The... (From: TheAnarchistLibrary.org.) Since the sudden stoppage of the big wheel in Wall Street, which is the center of the capitalistic universe, havoc has been played in the industrial ranks generally. The wheels in the factories have ceased to revolve, the fires have been drawn, and hundreds of thousands of the wage-earning class have been, and are being, thrown upon the highways in the country and the city streets.
Reader, can you realize its effects? Maybe not, so let us take a stroll through the streets of this wonderful city of Chicago.

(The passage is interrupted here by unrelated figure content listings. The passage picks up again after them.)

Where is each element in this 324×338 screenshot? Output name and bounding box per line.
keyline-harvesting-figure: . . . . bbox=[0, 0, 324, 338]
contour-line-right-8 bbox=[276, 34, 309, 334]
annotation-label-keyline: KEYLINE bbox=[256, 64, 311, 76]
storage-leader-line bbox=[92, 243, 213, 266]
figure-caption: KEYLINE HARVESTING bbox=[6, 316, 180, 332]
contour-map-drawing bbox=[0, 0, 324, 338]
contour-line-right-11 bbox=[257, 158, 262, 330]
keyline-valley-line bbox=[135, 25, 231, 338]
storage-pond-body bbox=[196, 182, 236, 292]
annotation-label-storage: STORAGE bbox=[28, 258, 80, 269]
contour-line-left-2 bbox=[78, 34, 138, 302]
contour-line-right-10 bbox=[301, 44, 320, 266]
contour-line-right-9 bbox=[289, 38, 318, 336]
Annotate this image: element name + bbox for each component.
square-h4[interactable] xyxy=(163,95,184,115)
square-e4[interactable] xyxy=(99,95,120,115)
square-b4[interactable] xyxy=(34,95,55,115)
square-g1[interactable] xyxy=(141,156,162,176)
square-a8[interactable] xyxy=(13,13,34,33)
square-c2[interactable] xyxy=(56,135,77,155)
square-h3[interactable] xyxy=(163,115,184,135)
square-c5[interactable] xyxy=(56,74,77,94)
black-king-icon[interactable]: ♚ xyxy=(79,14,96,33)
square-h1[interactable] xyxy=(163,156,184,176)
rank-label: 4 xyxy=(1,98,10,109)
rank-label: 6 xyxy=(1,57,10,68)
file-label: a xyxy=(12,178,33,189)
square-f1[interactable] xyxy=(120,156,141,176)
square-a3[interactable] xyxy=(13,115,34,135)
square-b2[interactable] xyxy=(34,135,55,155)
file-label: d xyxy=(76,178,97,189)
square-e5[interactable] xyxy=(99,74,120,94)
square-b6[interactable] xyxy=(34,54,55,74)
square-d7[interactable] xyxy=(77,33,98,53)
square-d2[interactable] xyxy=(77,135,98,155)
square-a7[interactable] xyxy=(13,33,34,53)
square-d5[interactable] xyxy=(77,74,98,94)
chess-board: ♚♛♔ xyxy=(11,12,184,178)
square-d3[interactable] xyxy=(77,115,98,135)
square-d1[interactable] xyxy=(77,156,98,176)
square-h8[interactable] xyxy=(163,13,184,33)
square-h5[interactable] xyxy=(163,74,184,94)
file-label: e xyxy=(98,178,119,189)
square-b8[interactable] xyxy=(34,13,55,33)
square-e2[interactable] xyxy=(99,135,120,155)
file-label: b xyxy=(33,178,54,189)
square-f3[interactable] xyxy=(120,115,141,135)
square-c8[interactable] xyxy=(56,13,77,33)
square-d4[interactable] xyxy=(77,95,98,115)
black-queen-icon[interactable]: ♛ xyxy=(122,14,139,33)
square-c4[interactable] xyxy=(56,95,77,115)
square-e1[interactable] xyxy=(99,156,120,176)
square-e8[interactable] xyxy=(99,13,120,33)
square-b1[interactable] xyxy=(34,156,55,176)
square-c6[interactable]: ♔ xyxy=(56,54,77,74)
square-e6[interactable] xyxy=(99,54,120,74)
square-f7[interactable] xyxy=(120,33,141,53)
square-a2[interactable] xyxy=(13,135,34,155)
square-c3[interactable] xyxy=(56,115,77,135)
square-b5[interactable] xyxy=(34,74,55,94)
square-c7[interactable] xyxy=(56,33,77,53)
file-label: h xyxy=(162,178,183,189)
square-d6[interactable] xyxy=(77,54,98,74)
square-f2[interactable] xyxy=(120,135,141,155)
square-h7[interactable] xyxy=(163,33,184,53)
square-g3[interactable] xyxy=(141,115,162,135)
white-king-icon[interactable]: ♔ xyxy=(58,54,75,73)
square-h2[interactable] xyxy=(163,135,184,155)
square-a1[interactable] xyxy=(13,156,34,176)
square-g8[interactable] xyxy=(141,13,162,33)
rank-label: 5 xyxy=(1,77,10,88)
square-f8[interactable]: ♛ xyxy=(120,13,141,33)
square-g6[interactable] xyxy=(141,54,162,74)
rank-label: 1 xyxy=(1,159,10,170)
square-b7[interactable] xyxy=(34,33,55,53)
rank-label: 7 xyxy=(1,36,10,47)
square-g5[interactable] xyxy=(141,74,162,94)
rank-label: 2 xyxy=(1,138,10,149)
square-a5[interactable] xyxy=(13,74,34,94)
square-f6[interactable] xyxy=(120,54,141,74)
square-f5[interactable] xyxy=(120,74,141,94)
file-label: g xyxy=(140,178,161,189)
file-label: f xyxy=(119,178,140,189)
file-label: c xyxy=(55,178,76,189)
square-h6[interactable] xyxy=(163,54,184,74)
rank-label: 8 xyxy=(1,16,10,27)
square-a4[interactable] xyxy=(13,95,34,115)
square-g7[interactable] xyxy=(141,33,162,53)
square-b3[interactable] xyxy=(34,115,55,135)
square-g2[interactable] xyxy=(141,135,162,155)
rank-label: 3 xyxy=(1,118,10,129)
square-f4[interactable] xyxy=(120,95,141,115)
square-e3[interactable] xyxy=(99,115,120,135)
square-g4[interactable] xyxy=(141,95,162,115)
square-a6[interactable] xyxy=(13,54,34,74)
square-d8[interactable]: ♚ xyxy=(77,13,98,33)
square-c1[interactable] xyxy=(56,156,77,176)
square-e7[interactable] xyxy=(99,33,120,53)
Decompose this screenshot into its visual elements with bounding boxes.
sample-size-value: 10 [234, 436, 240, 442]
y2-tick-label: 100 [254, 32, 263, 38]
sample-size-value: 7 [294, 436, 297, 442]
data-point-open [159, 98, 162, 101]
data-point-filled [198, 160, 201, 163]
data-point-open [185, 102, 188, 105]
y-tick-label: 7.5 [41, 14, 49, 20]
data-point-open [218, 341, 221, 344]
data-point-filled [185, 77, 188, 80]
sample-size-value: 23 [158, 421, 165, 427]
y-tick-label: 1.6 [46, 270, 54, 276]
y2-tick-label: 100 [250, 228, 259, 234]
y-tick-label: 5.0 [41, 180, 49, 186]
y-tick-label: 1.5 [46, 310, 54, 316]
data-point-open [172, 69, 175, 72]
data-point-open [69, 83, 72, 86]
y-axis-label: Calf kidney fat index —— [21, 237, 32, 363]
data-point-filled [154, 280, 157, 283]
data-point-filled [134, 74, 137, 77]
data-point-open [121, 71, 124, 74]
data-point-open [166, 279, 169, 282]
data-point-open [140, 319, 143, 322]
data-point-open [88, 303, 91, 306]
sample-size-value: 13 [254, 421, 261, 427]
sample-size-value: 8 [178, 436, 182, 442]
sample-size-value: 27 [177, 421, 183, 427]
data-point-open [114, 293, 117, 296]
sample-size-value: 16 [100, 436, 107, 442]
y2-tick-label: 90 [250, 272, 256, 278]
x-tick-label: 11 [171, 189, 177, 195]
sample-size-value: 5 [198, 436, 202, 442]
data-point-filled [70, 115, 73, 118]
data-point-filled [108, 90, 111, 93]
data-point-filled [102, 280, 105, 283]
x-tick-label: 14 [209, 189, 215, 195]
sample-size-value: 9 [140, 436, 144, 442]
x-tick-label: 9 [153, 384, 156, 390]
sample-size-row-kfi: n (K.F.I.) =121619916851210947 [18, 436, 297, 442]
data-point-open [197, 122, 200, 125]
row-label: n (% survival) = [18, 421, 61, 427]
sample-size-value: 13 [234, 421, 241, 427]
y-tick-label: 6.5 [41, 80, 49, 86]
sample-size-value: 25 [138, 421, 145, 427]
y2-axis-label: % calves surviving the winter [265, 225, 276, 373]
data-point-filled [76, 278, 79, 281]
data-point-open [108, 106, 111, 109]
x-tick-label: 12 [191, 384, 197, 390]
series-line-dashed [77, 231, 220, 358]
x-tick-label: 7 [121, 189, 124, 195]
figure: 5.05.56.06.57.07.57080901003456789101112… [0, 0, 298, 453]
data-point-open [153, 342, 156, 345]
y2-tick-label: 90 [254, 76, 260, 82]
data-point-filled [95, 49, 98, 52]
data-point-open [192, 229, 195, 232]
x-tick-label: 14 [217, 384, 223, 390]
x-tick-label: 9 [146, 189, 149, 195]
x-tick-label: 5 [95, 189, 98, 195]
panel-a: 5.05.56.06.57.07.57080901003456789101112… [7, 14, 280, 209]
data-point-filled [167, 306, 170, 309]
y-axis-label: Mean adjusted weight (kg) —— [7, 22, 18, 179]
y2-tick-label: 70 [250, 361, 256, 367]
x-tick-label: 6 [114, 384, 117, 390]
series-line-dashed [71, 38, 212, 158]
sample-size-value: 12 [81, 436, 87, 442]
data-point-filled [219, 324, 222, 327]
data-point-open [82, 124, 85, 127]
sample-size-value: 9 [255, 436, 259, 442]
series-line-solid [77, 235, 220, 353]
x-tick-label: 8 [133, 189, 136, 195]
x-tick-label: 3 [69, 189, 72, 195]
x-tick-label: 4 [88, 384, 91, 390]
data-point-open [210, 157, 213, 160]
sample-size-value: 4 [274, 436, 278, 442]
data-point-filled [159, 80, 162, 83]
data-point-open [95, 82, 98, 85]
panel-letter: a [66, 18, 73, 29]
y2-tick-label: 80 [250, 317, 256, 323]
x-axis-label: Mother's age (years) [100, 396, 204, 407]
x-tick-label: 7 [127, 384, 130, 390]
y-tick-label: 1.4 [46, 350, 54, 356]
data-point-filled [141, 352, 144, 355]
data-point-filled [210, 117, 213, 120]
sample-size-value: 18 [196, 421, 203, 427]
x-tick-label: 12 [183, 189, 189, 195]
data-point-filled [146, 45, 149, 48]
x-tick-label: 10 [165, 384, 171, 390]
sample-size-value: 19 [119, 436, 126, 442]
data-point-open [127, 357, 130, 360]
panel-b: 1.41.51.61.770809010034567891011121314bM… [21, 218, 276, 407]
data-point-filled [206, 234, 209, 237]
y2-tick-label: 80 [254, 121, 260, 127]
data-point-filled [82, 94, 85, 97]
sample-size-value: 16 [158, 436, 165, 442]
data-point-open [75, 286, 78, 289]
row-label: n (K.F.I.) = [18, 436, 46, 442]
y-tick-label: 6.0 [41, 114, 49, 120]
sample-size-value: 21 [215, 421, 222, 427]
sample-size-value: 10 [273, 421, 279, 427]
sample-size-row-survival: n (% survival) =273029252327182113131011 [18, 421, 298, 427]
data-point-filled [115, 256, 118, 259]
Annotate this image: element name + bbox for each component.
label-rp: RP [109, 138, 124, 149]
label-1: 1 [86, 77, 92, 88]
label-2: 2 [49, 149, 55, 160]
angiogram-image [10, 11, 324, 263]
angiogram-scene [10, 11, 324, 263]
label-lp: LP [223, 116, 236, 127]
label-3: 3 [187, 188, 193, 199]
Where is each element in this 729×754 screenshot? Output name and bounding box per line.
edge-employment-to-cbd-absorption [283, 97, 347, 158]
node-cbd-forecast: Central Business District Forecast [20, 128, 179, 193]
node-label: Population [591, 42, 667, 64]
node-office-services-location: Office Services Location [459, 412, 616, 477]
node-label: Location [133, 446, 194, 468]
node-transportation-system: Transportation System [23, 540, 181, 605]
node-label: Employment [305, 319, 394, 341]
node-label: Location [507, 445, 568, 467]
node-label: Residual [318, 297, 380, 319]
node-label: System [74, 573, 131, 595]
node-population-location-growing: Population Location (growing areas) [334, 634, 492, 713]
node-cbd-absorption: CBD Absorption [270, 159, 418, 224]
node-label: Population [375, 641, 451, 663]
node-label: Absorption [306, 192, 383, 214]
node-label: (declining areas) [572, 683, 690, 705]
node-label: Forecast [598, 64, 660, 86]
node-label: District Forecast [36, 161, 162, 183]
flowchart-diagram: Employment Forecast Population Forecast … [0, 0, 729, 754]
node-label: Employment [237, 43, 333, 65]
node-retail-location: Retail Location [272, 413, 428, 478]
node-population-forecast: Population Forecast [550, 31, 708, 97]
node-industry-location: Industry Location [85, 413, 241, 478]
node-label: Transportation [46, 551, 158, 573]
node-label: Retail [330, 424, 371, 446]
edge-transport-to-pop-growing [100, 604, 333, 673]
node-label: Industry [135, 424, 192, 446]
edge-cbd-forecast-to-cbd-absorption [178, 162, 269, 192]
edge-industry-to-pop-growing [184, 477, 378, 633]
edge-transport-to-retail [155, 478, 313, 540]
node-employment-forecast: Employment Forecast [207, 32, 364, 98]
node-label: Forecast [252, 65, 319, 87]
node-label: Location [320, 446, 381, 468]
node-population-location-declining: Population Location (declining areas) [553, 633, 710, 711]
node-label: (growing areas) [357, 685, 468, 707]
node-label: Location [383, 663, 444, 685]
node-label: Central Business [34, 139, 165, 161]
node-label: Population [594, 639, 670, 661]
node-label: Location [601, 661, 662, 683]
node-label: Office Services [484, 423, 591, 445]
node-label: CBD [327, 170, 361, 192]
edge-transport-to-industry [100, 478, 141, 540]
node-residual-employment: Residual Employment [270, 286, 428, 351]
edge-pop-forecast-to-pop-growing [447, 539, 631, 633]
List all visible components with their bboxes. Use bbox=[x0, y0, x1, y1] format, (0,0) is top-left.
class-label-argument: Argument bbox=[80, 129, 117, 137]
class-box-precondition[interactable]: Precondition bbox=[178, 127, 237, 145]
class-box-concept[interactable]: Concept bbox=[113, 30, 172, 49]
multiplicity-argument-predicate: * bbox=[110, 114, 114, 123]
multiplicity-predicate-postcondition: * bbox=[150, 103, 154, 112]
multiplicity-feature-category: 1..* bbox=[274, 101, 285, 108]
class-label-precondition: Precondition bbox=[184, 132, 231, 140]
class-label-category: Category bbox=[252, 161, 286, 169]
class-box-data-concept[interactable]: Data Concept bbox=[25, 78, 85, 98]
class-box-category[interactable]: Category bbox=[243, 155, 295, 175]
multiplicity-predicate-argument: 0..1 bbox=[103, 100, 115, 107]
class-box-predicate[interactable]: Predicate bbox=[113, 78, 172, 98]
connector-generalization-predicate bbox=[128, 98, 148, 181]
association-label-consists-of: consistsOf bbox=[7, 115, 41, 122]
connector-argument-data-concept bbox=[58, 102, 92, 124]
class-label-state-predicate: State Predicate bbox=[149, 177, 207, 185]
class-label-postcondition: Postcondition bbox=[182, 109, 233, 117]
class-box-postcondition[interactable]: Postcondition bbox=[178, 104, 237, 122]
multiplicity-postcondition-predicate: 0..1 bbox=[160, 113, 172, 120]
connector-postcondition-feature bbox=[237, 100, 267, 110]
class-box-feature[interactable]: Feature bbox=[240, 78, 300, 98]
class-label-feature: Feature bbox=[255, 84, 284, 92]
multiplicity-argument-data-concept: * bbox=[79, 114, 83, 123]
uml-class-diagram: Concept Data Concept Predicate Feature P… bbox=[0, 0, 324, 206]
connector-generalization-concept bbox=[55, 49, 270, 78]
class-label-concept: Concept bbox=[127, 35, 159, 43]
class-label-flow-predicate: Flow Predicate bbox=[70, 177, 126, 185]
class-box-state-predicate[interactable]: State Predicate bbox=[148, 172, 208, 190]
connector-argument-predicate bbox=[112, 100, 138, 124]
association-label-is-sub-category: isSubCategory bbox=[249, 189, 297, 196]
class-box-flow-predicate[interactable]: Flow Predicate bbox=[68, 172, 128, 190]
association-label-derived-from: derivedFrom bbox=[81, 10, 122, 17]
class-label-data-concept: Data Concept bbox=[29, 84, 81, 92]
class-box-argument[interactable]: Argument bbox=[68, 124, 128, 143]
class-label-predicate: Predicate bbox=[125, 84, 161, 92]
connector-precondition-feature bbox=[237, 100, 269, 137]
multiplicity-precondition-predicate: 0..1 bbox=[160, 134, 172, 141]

It is two p.m. The afternoon papers are just out; a thousand or more people are buying them, perhaps paying out their last penny. They read the “ads” eagerly; off they dash pell mell in a mad race, trying to outs... (From: TheAnarchistLibrary.org.) Who were the Molly Maguires? So much is said and written about them at the present time, and so little seems to be known of their origin, aims and objects, even by the labor press, who, aping the capitalist press, speak of them as “bandits,” thus implying that they were marauders or terrorists of some kind, composed only of murderers who the Pinkerton thug, McParland, broke up, getting a number of them hung, thus doing a great service to society at large.
Now, really, who were the Molly Maguires?
Let us cross the ocean to the soil of Ireland to ascertain who they were. In the fifties and sixties, and into the seventies of the last century, everyone at all familiar with history is aware of the terrible conditions pr... (From: TheAnarchistLibrary.org.)